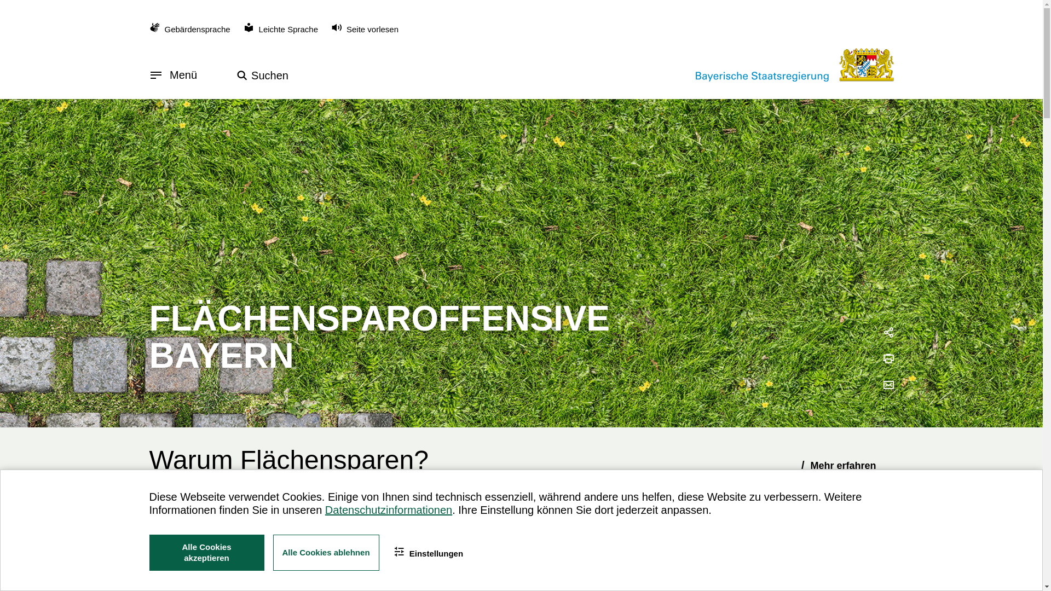 The height and width of the screenshot is (591, 1051). Describe the element at coordinates (888, 334) in the screenshot. I see `Seitenlink in die Zwischenablage kopieren` at that location.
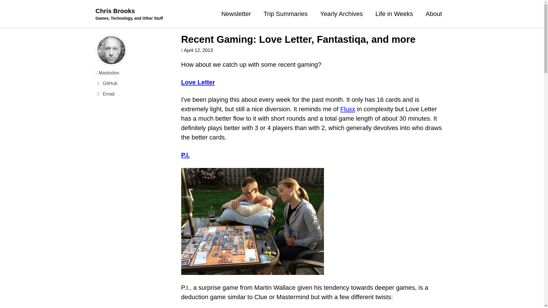 The width and height of the screenshot is (548, 308). What do you see at coordinates (285, 14) in the screenshot?
I see `Trip Summaries` at bounding box center [285, 14].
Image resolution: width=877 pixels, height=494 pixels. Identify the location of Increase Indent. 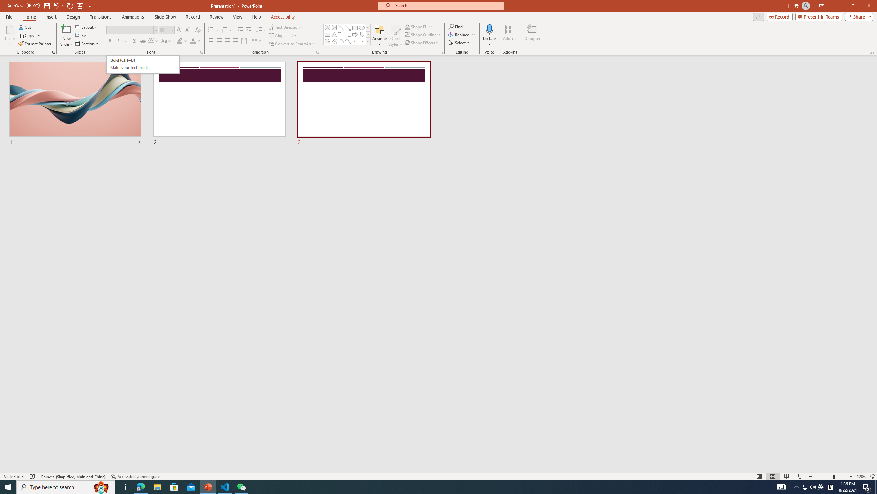
(249, 30).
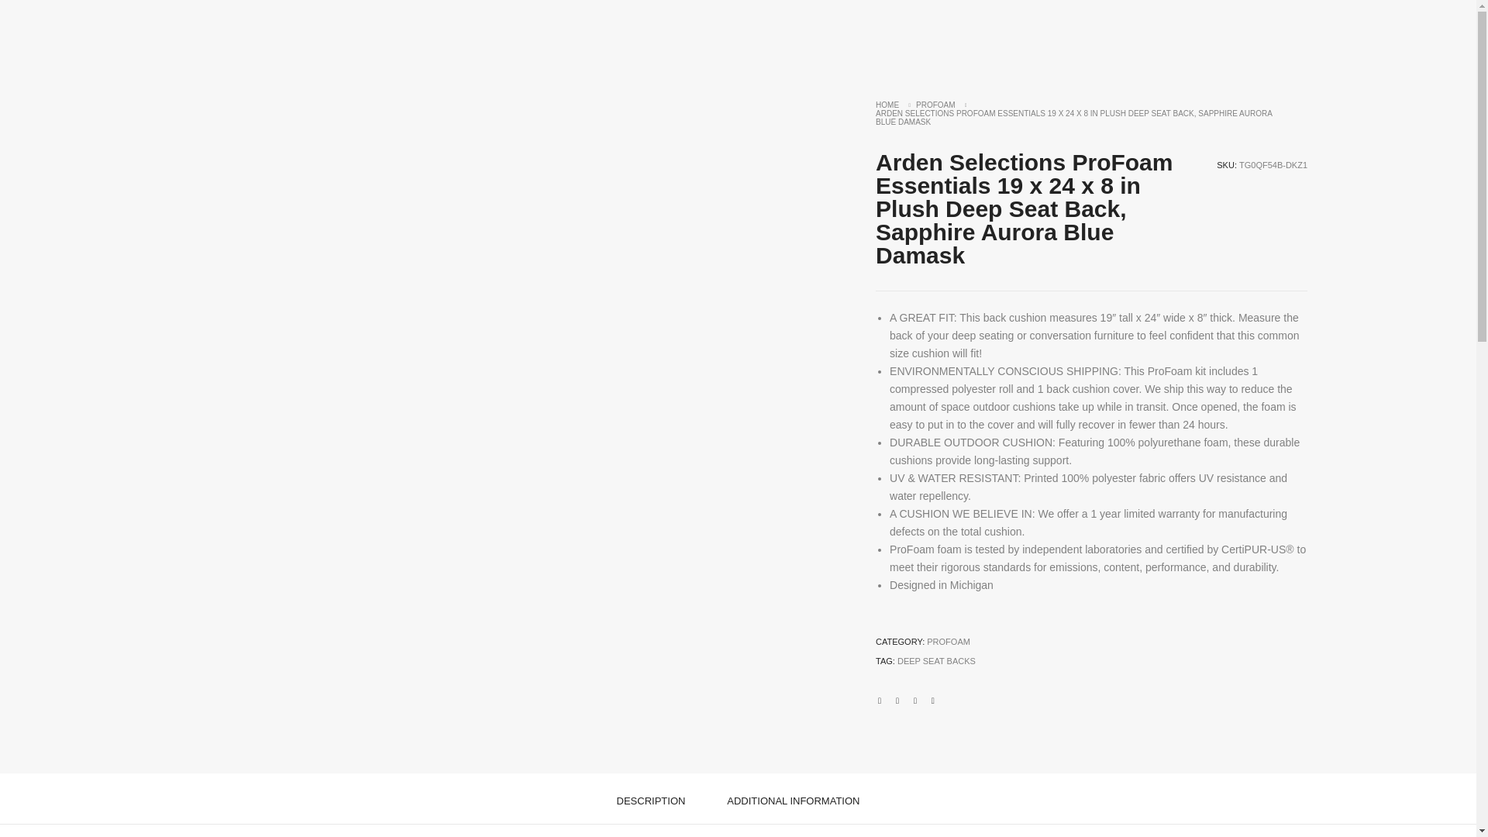 This screenshot has width=1488, height=837. What do you see at coordinates (948, 641) in the screenshot?
I see `PROFOAM` at bounding box center [948, 641].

========================================

Only the lines from the one containing "Image resolution: width=877" through the last line of the data belong in the copy, both included and reproduced exactly. Pictures do not.

● Problem solution:
Image resolution: width=877 pixels, height=494 pixels. Identify the location of Increase Indent. 
(249, 30).
 This screenshot has width=1488, height=837. What do you see at coordinates (948, 641) in the screenshot?
I see `PROFOAM` at bounding box center [948, 641].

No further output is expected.